Wednesday, August 27, 2008

Design Matters (If you don't call it that.)


It's easy to fall into the trap of thinking that design is an afterthought of good marketing strategy.

But even the smartest of marketing strategies won't get consumer markets fired up in a vacuum. It takes careful integration of many disciplines to make that happen in a way that sticks and delivers the lasting volume to stick it out in the B-to-C world. And design is a critical part of that mix.

Just ask Coca-Cola's new chief of design, David Butler.

Butler has used high-performance design to enhance brand identity, user experience and sustainability. And he's gotten Coke un-stuck from the visual identity doldrums. His secret? Don't call it design.

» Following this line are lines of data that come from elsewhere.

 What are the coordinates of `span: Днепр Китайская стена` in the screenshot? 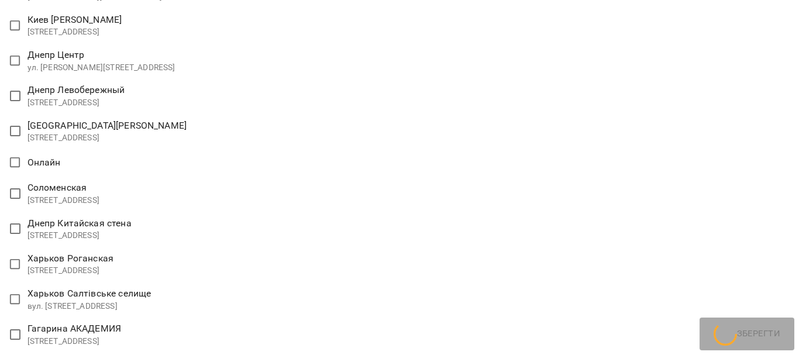 It's located at (80, 223).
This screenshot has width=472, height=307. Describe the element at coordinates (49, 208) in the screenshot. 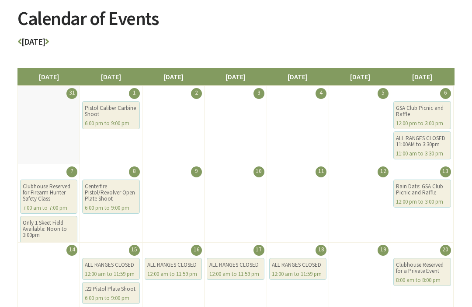

I see `div: 7:00 am to 7:00 pm` at that location.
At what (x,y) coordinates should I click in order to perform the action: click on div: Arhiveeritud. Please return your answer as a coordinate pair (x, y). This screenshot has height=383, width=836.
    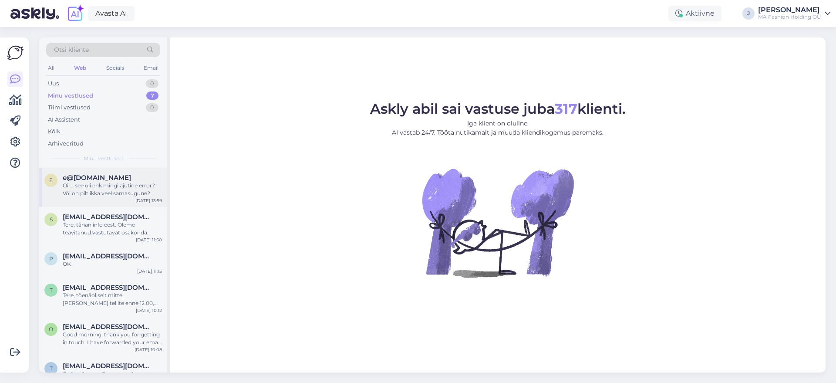
    Looking at the image, I should click on (66, 144).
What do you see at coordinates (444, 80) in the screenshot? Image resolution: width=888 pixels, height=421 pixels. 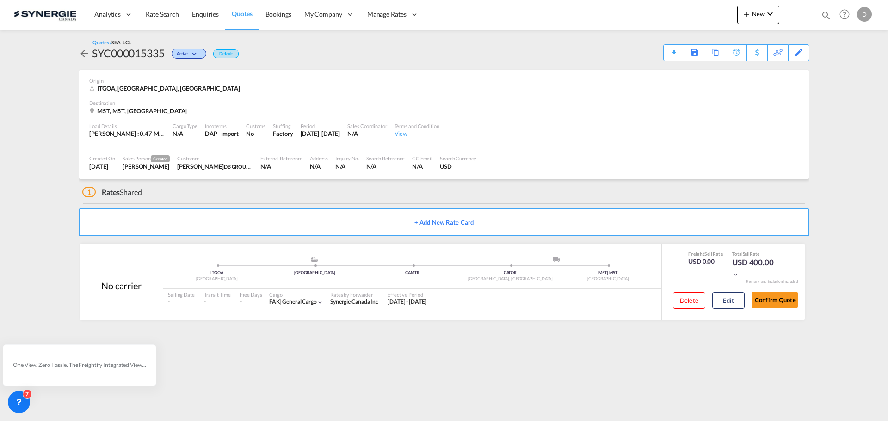 I see `div: Origin` at bounding box center [444, 80].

Read more about it in this week's BusinessWeek article by Jessie Scanion, Coke's New Design Direction.

Tuesday, August 26, 2008

The Spies of Social Media

The last decade has seen social media networks create cool new communications avenues for both the individual and the organization. But not without a little risk.

As Rohit Bhargava warns in a post at Influential Marketing Blog, tech-savvy online spies could piece together information about your company's goings on that might put you at a strategic disadvantage. Here's his hypothetical scenario as shared by MarketingProfs:

1. You tweet about a business trip to the West Coast with a friend who is known to be a lawyer.
2. She updates her Facebook profile, mentioning a client meeting in Redmond, Washington.
3. Media outlets quote a Microsoft executive about being in discussions with companies in your field.
4. A Microsoft engineer blogs about a new company in your town.

"In four small updates from unrelated people," says Bhargava, "a smart social media surfer could get a very direct sense of a deal about to happen and some inside information..." Scary.